The cultural competence approach has grown significantly in the North American human service professions. The reliance of social workers on cultural awareness to block the influence of their own culture in the helping process entails three problematic and conflicting assumptions, namely, the notion of human being as cultural artifact, the use of self as a technique for transcending cultural bias, and the subject-object dichotomy as a defining structure of the worker-client relationship. The authors contend that there are conceptual incoherencies within the cultural competence model's standard notion of self-awareness. The conceptualization of a dialogic self may unsettle the hierarchical worker-client relationship and de-essentialize the concept of culture. Cross-cultural social work thus becomes a site where client and worker negotiate and communicate to cocreate new meanings and relationships.

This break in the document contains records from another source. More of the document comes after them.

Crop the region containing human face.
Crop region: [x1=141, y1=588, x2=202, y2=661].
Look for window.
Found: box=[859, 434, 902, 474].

With cultural diversity increasing in North America, cross-cultural practice has grown significantly in the social work profession. Discussion among social work educators, researchers, and practitioners about training, practice, and theory building in cross-cultural social work abounds in the present literature (Goldberg, 2000). Cross-cultural social work can be generally defined as any working relationship "in which two or more of the participants differ with respect to cultural background, values and lifestyle" (D. W. Sue et al., 1982, p.47). In this article, we examine the major approach in cross-cultural social work, namely, the cultural competence model, which has also received tremendous attention in other human service professions such as counseling, health, and mental health. Although this article purports to provide an alternative insight for the social work profession, the discussion may be useful to other human service professions, members of which often engage cross-culturally with clients.

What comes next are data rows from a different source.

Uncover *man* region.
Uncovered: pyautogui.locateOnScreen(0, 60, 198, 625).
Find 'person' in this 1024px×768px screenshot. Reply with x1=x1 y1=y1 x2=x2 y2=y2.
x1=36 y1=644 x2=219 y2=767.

We contend that the cultural competence model's taken-for-granted notion of cultural awareness, which is a form of self-awareness that focuses particularly on one's cultural background, is conceptually incoherent. Its faith in a social worker's capacity to activate a set of techniques in order to suspend their own cultural influences contradicts its postulation of the individual as a cultural being. This conception of social workers' self-awareness also produces a hierarchical subject-object dichotomy in the worker-client relationship, as it assumes that social workers are subjects capable of becoming neutral and impartial culture-free agents, while clients are objects who stay within the limits of their culture, to be regarded as such by social workers. Borrowing insights from the social constructivist perspective and Mikhail Bakhtin's (1895-1975) theorization of dialogue, this article proposes a conceptualization of a dialogic self in cross-cultural practice. The dialogic self is an ongoing and fluid cocreation through intersubjective dialogue with others. We contend that understanding the self as dialogic unsettles the hierarchical worker-client relationship, saturating much of the existing discussion about cultural competence. The concept of the dialogic self in cross-cultural social work also eschews essentializing culture, both the worker's and the client's, and rather sees culture as fluid and changing.